Hi, I am retired and have losses in my discretionary trust. I have been offered a full time job and am wondering if I can invoice my employer instead of receiving a direct salary. I would imagine this would be cheaper for the employer and obviously beneficial to me to utilise losses. Thanks
I don't think PSI will necessarily stop you from doing this - contractors do it all the time. The point of PSI is to sweep up all those people trying to avoid paying tax via PAYG ... so PSI will force you to pay tax on the income as if you were a regular employee. I'm not sure what impact that has on the mechanics of working via a business vs personal and whether it makes it too difficult to do.
Some considerations: - are the losses income or capital? - have the trust made a family trust election to carry these forward? If you are an employee then no way to get the income into the trust directly. If you can contract to the company then maybe. But you are to overcome a variety of tests designed to prevent this. A good way forward may be to set up a new trust for investing and have this trust distribute to the old trust. Make sure you get proper advice though.
Terryw great advice. Yes the new rules for contractors are designed for exactly what this liverpool st is trying to do. Sound advice indeed.
New Job Hi Jodie123, Sorry for delay. I haven't started the job as yet. Basically I took a redundancy with Defence and my wife and I went travelling overseas. I would have been happy to remain overseas in Asia but I was out ranked by management (AKA my wife) so we came back to Oz. During this time my clearance lapsed (Positive Vet). 2 months ago I was approached and offered a job with a consultancy firm in Sydney, unfortunately I am now undergoing a lengthy security assessment. I wasn't looking for work but I was a Navra "investor" so off I go to work. When I commence employment I will salary sacrifice into Superannuation and set up a drawdown what each month (I am over 60). LS.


## TASK GOAL
Return each line of the material below exactly. Begin at the first and end on the line with "The width and".

## INFORMATION
####

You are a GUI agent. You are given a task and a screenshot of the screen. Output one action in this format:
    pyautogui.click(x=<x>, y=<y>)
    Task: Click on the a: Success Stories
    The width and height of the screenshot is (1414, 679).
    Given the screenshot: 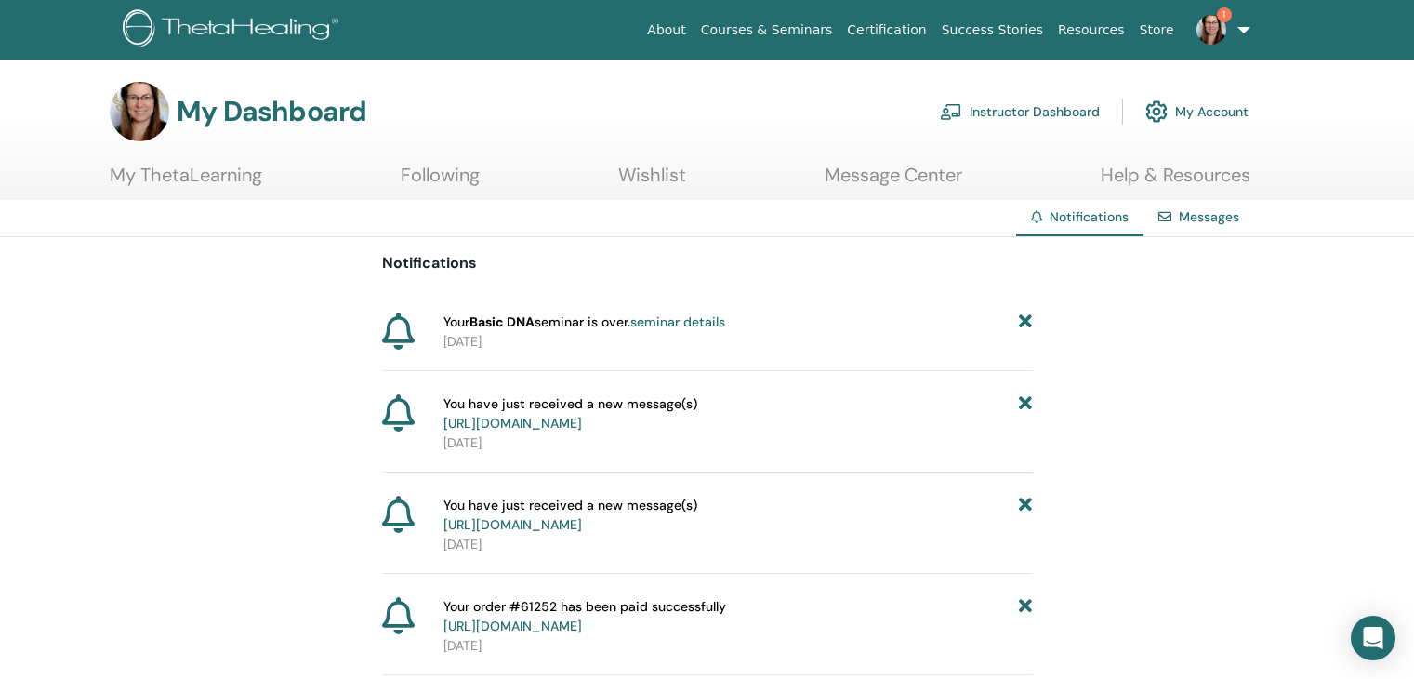 What is the action you would take?
    pyautogui.click(x=992, y=30)
    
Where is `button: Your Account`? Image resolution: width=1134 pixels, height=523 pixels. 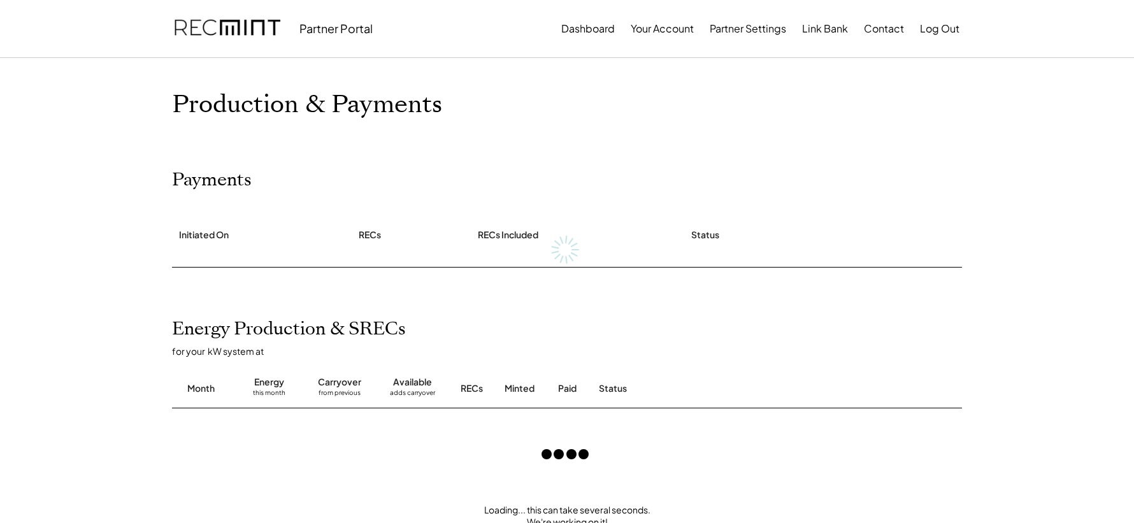 button: Your Account is located at coordinates (662, 29).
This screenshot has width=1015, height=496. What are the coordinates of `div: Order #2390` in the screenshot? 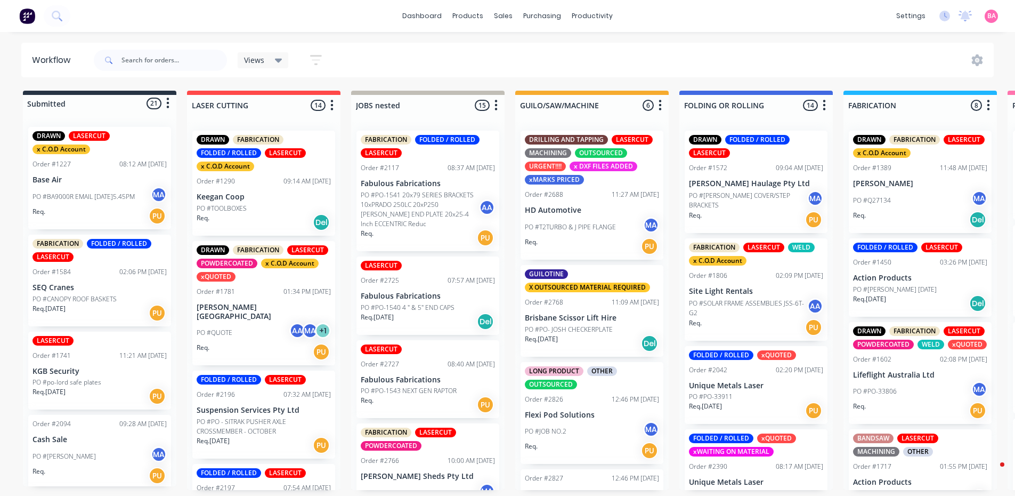 It's located at (708, 466).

####

## RESPONSE FOR THIS EXERCISE
You are a GUI agent. You are given a task and a screenshot of the screen. Output one action in this format:
    pyautogui.click(x=<x>, y=<y>)
    Task: Click on the a: Success Stories
    The width and height of the screenshot is (1414, 679).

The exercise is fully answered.